While history was being made last night, we gathered in the Foreign and Commonwealth Office to hear one of our leading historians, Sir Max Hastings, deliver the Sir Michael Quinlan Annual Lecture. The event was curated, hosted and presented by Dr Jon Davis, someone who has been influential in my recent career change, and frankly inspirational in how he has delivered public engagement from his berth at King's College London, the Policy at King's initiative and the Strand Group.
Alongside former permanent secretarys, ministers, and no doubt representatives from the guardians of our security - to quote Sir Max - the "spooks, geeks and thugs" we witnessed a provocative and timely look at Secret Wars and Future Wars from the prolific author and former Telegraph editor.
I took three things from the lecture, these are my thoughts, not those of either speaker (I'll add a link as soon as it's available).Alongside former permanent secretarys, ministers, and no doubt representatives from the guardians of our security - to quote Sir Max - the "spooks, geeks and thugs" we witnessed a provocative and timely look at Secret Wars and Future Wars from the prolific author and former Telegraph editor.
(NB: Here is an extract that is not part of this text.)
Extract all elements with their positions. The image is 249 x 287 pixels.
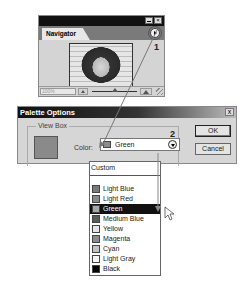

- A free society cherishes freedom in how it allows intelligence to operate, and in how it is managed. Churchill got this, the dons and academics who were allowed time and space often challenged him. Despots don't allow this. Intelligence appears to have been manipulated to suit the purposes of the perceived requirements of the commissioner, over weapons in Iraq. But as Orwell said: "Liberty, if it means anything, is telling people what they don't want to hear."
- State security services, the diplomatic corp and the Ministry of Defence aren't able to recruit the brightest and best. This has been true for a long time. Money talks, but many British public servants are attracted to the sheer professional challenge of Brussels and the work of the Commission. That will all change now. But what of the notion of nationhood, a cause for which so many were prepared to sacrifice so much? A fractured nation, a divided culture, Scottish devolution, post-Brexit Britain. I wonder how vital this now seems. Edward Snowden is regarded as patriotic by many for his whistleblowing; to Sir Max, with whom I agree, he's a traitor.
- Statecraft is a serious business. At the end Jon Davis updated us that the news from next door that this great office of state, once held by David Owen, Douglas Hurd and, until he died, Tony Crosland, will be occupied by (pause for a gasp) Boris Johnson. We thought he was having a joke at the expense of the special guest, a piercing critic. But no. I'll give it six months.